Two rules shaped the task force discussions, Detweiler said: the group pledged to focus on the future rather than the past, and to use “non-adversarial” principles.

“Those principles are what took us forward,” he said.

The importance of Detweiler and GLCA support to the college revival can’t be overstated, according to Derr, who in his remarks said, “We would not be here today without Rick’s support.”

A host of other factors contributed to the college’s achieving independence, Derr said.

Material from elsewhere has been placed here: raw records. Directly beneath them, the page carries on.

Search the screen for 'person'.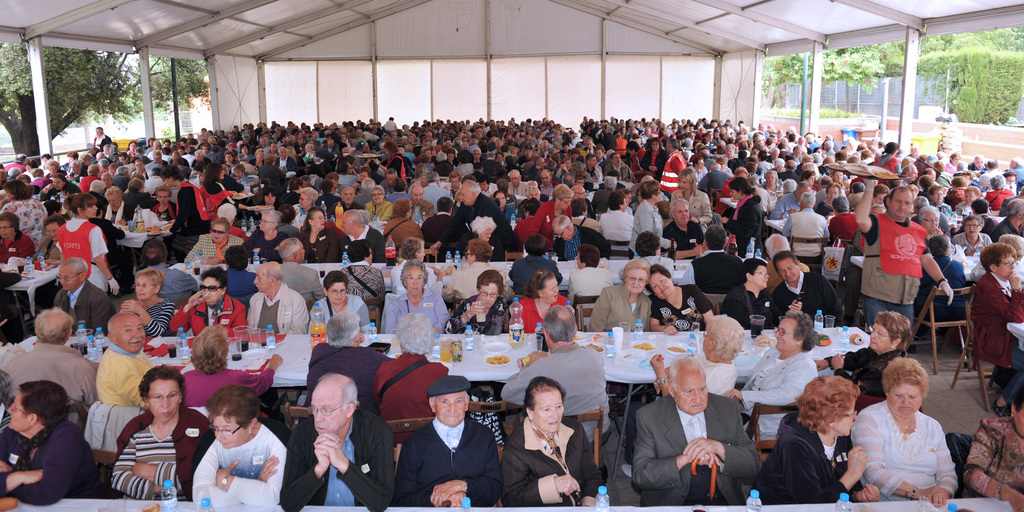
Found at region(619, 316, 745, 475).
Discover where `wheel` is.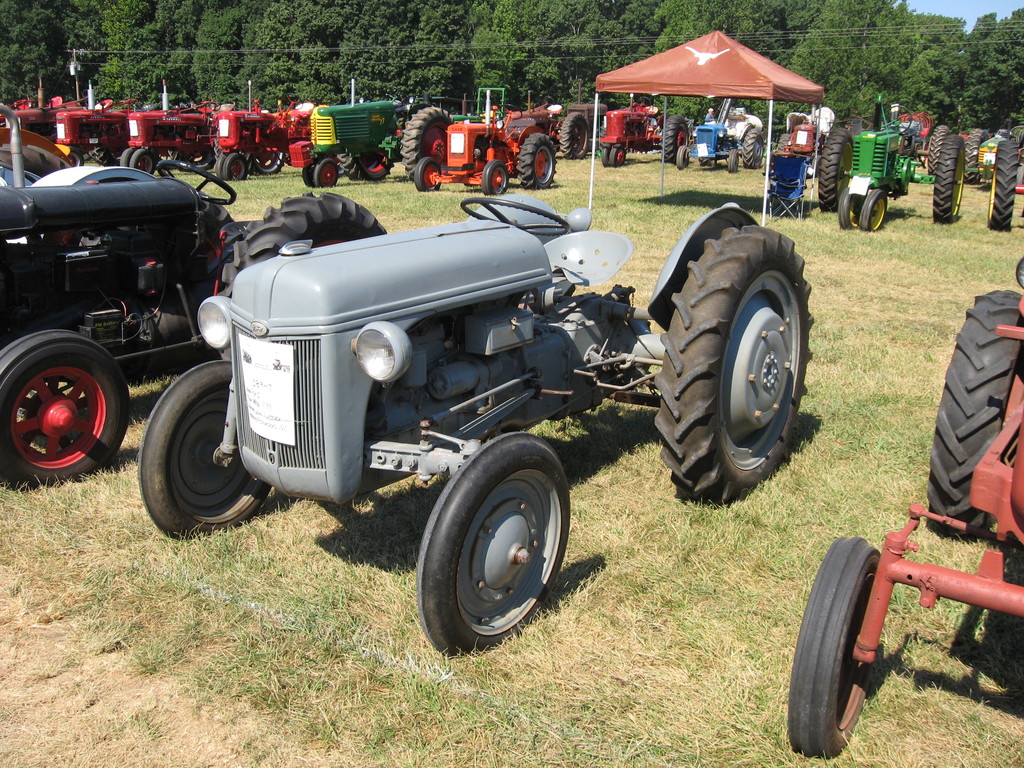
Discovered at (419,436,570,660).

In his thanks, he cited the college’s alumni board, whose “commitment to the college sustained us”; Nonstop Antioch “for the sustaining light they created in Yellow Springs”; the Antioch College faculty, staff, students and villagers; the ACCC board pro tem; the university leaders and task force members Fallon and Merselis.

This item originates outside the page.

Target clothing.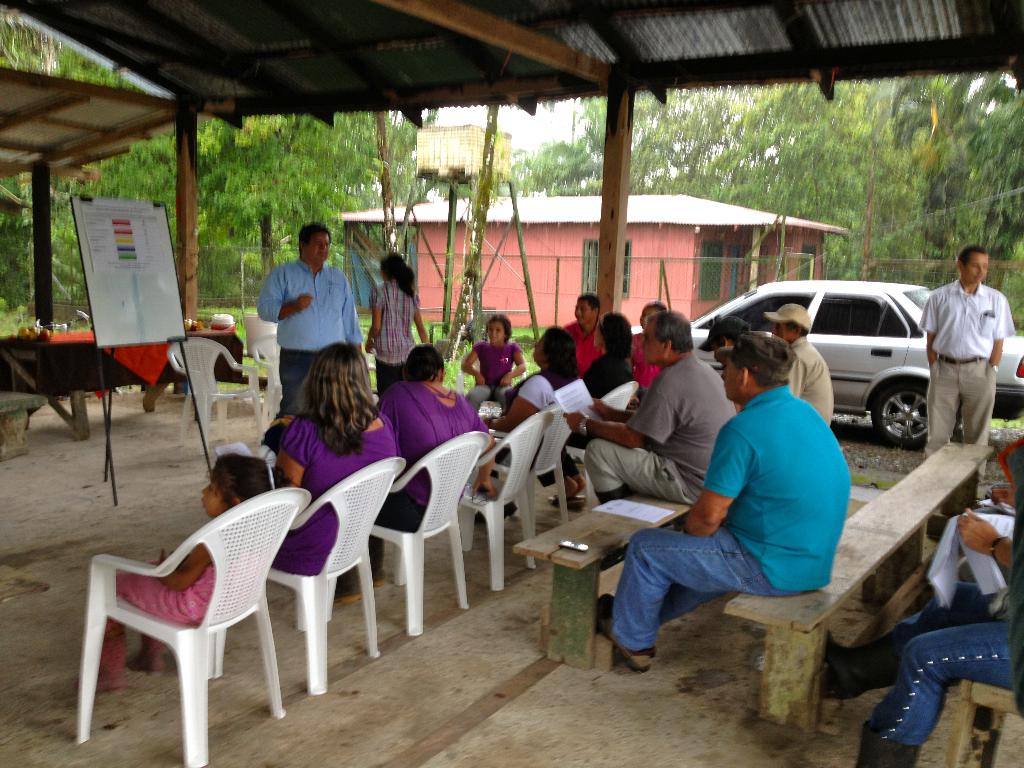
Target region: 623,326,665,388.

“The college is our cause,” Derr said. “We need to keep it in our hearts.”

In her remarks, Antioch University Chancellor Murdock cited the contributions of Antioch University faculty, staff and students, who “are the heart and soul of the university.”

The rebirth of Antioch College is appropriate, Murdock said, because “what better example of the Antioch tradition than fighting for what you believe in, and this resulting in a renewed, independent Antioch College.”

The transfer of the college is a “bittersweet” event for the university, according to Zucker, who emphasized the important relationship between the village and the university. He also described the day’s events as the realization of the university board’s decision two years ago to close the college due to financial exigency.

But the difficulties of the past two years should not be ignored, ACCC Chair Morgan said in his remarks.

“The campus has suffered, people have suffered and the mission of Antioch College has suffered,” he said.

But now the alumni have the “opportunity to reinvent and re-open the college,” based on its three components of scholarship, real-world work and community, he said. Morgan also called on the college and the Yellow Springs community to continue the newly collaborative relationship that marked the past two years.

In his benediction, Denman pointed to the historical marker near Livermore Street that summarizes the contributions of Antioch College to higher education, and the transformations the college has experienced since its birth in 1853. In the future, Denman said, that description will include the current effort to re-invent the college as an independent liberal arts institution.

“What do you think it should say?” he asked the audience.

After the event ended and people began to scatter, longtime villager Joan Ackerman said that she’s always been proud to be from Yellow Springs because wherever she travels, people know the village as the home of Antioch College. It’s been difficult, she said, over the past two years to no longer describe the village that way.

“It’s wonderful to say it again,” she said.